The Navajo Nation has one of the largest single outstanding claims in the Colorado River basin and will vote soon on the measure in a special session. It’s the first of many approvals — ending with Congress — that’s needed to finalize the deal presented on Monday.
Climate change, the coronavirus pandemic and demands on the river like those that have allowed Phoenix, Las Vegas and other desert cities to thrive pushed the tribes into settlement talks. The Navajo, Hopi and San Juan Southern Paiute tribes are hoping to close the deal quickly under a Democratic administration in Arizona and with Joe Biden as president.

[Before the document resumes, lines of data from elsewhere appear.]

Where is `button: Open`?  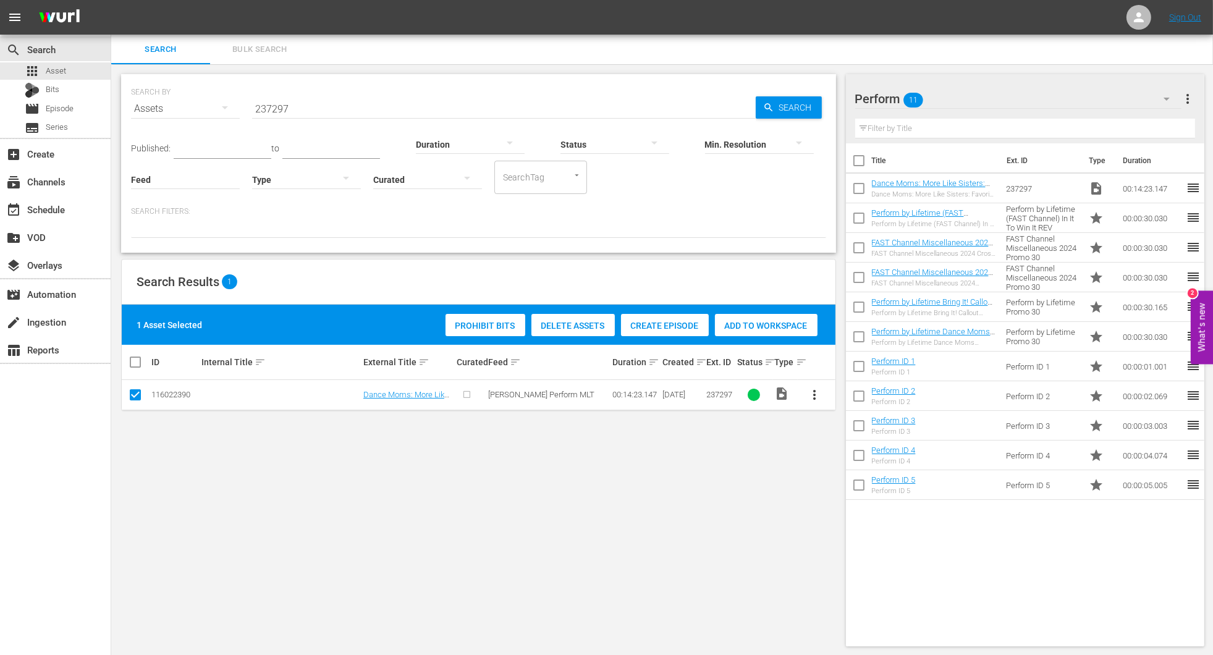
button: Open is located at coordinates (577, 175).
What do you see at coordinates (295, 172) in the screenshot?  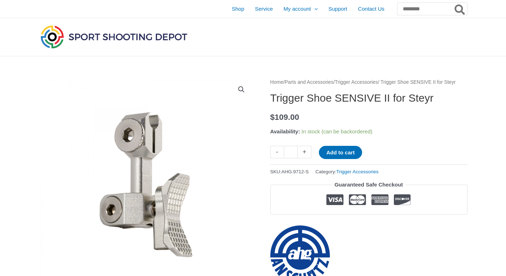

A landmark 1922 agreement divided the Colorado River basin water among seven Western states but left out tribes. The tribes are seeking water from a mix of sources: the Colorado River, the Little Colorado River, aquifers and washes on tribal lands in northeastern Arizona.
Nearly a third of homes in the Navajo Nation — spanning 27,000 square miles (70,000 square kilometers) of Arizona, New Mexico and Utah — don’t have running water. Many homes on Hopi lands are similarly situated.
San Juan Southern Paiute will vote on the settlement within weeks, tribal President Robbin Preston Jr. said in an email. Along with guaranteed water deliveries, the tribe is asking Congress to approve a treaty it signed with the Navajo Nation in 2000 establishing an 8.4 square-mile (21.8 square-kilometer) reservation within the Navajo reservation.
“We will have economic opportunities that our tribal members have never seen before, and which will give hope and pride to our people,” Preston said.
The Hopi Tribal Council will consider the settlement during a meeting on May 20.
Without a settlement, the tribes would be at the mercy of courts. Already, the U.S. Supreme Court has ruled that the federal government is not bound by treaties with the Navajo Nation to secure water for the tribe. Navajo has the largest land base of any of the 574 federally recognized tribes and is second in population with more than 400,000 citizens.
A separate case that has played out over decades in Arizona over the Little Colorado River basin likely will result in far less water than the Navajo Nation says it needs because the tribe has to prove it has historically used the water. That’s hard to do when the tribe hasn’t had access to much of it, Navajo Attorney General Ethel Branch said.
Congress has enacted nearly three dozen tribal water rights settlements across the U.S. since 1978. Federal negotiation teams are working on another 22 settlements involving 34 tribes in nine states, the Interior Department said.
The costliest one enacted by Congress was for the Confederated Salish and Kootenai Tribes in Montana at $1.9 billion. The Navajo, Hopi and San Juan Southern Paiute tribes are seeking more than $5 billion in their settlement.